South Korea is building wireless EV charging roads — where electric vehicles charge automatically as they drive without plugging in.
South Korea's Korea Advanced Institute of Science and Technology — KAIST — invented online electric vehicle technology in 2009: a system that transfers electricity wirelessly from coils embedded in the road surface to a receiver pad underneath a moving vehicle. The technology uses resonant magnetic coupling — the same physics as wireless phone charging but scaled up dramatically for vehicle use.
KAIST's OLEV — Online Electric Vehicle — system has been operating on a public bus route in Gumi city since 2013 — the world's first public wireless charging road for electric vehicles. The 24-kilometer route has coils embedded in 5% of the road surface — at bus stops and slow sections — providing enough charge to keep a battery-electric bus running continuously without ever stopping to charge.
The commercial case is compelling. Wireless charging roads eliminate the need for large battery packs — a vehicle that charges continuously while driving needs only a small buffer battery, dramatically reducing vehicle weight, cost, and the critical mineral requirements that constrain EV scaling. A bus with a 10 kWh buffer battery and wireless road charging can do the work of a bus with a 300 kWh battery pack — at a fraction of the battery cost.
Korea's Ministry of Land, Infrastructure and Transport is funding a next-generation wireless charging highway pilot on a 10-kilometer section of the Sejong-Cheongju expressway — the first wireless charging highway for private passenger vehicles.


**To do**
Repeat exactly the lines below that lie between the line with "Describe the element" and the line with "Identify the location of button: Add Email.", counting both of those lines as part of the answer.

**Task data**
··········
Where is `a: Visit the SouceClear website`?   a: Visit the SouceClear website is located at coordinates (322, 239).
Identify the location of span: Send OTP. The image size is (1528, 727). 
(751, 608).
··········
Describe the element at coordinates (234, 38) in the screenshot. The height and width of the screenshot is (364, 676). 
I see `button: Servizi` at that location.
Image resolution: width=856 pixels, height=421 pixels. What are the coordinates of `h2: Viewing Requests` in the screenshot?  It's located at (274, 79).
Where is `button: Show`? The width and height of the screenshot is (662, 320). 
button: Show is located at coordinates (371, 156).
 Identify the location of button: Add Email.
··········
**Your response**
Describe the element at coordinates (234, 38) in the screenshot. The height and width of the screenshot is (364, 676). 
I see `button: Servizi` at that location.
Image resolution: width=856 pixels, height=421 pixels. What are the coordinates of `h2: Viewing Requests` in the screenshot?  It's located at (274, 79).
Where is `button: Show`? The width and height of the screenshot is (662, 320). 
button: Show is located at coordinates (371, 156).
 Identify the location of button: Add Email.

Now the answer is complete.